I did not look through a porthole to ascertain if I was correct in this assumption, for we were in a cabin that did not have a view to the action (I’d already checked).
I also did not look because I was fuming due to the fact we were in a cabin at all.
I could use a sword, very well.
Finnie, I’d learned, was also proficient.
And Circe was known as the Golden Warrior Queen, for the goddess’s sake.
That said, from the ferocious scowl her husband sent my way when I was arguing the need for the women to stay belowdecks (which I had to admit, was a scowl of a level of ferocity that caused a trill of trepidation to skim over my skin, and I didn’t not feel such a sensation often), I did not fight Circe’s quarter.
Or Finnie’s.
Just my own.
I also lost.
“From what you’ve told us,” Circe said, and I stopped lounging on the daybed in the cabin, fuming, and instead lounged on the daybed and looked to her (still fuming), “you face many battles. Perhaps it’s best you conserve your energy for ones that are worth it.”
“I’m sorry?” I asked.
Circe cast her gaze to Finnie, who took over.
“They are…I mean, the men in this world are…” She faltered as I adjusted my thinking to take into account these two had long been of this world, but they were not of this world. They were of an entirely different one that, along our journey, they’d shared much about.
Including fantastical stories about things called “cars,” “computers,” “smartphones,” “sushi” and “fluffernutter sandwiches.”
All of which they very much missed.
But love kept them here.
Love for their husbands and then love for the families they had made with said husbands.
And I was thinking, in my present mood, that was the most fantastical part by far of any of their tales.
“Well…men,” Finnie finished weakly.
“They are men,” I agreed.
“That is to say, they’re more men than most men,” she went on. “Yours included.”
I stared at her.
She, also lounging on the daybed (as was Circe—Jasmine and Hera were outside the door, guarding it, and at least they were allowed to perform duties they’d trained since girls to do), leaned my way to reach out a hand to circle my wrist. She left it there, squeezing what I suspected she thought was reassuringly.

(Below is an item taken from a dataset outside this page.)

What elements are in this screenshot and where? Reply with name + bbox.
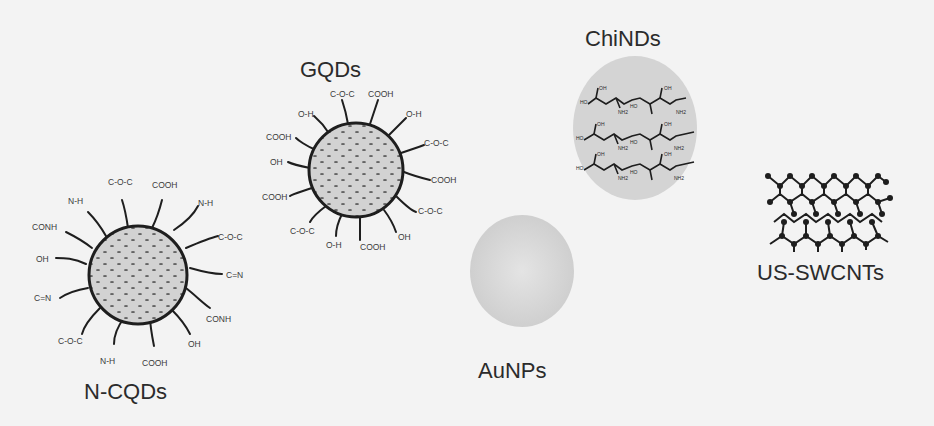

“You will, as the years pass, get super freaking pissed at him,” she said.
To this, I blinked at her.
“As in, angry,” she explained her strange vernacular, something she’d needed to do quite often during the few short days of our voyage.
“Right,” I bit off, not surprised about that in the slightest.
“And you will, as the years pass, need to decide what is important and what is not. What he is simply being bull-headed about, and what actually means something to him. And you will come to understand something that is very difficult to come to terms with,” she said.
“What’s that?” I asked, curious even if I did not wish to be.
“That you will on a regular, but hopefully not frequent, occasion do things that will make him super freaking pissed…at you,” she educated. “And he’ll have a right.”
“That’s the worst,” Circe mumbled.
I’d already, in a way, discovered this.
I said nothing.
“I don’t know Cassius very well,” Finnie went on. “But I’ve noticed the closer we get to his homeland, the more tense he becomes.” She shrugged. “This might be that his capital city is under siege. It might be that dissidence is brewing across his land. It might be all that happened in Wodell. The way things are going in this place, it could be a hundred different things. But I get the sense he’s tense…for you.”
Now that surprised me.
“For me?” I asked.
“This country he’s taking you to, his country, from what I understand it’s not only not at all what you’re used to. But much more, especially to him, you’re in danger here,” Finnie stated.
Oh dear.
This was very true.
“And he doesn’t like it,” Circe put in.
I looked to her.
This was true as well.
“I mean, like…he doesn’t like it doesn’t like it, as in, he’d go just about anywhere else happily, including knocking on the fiery gates of hell and asking if they’d let you two in to have lunch, instead of coming home. Coming here. But mostly, bringing you here,” she carried on.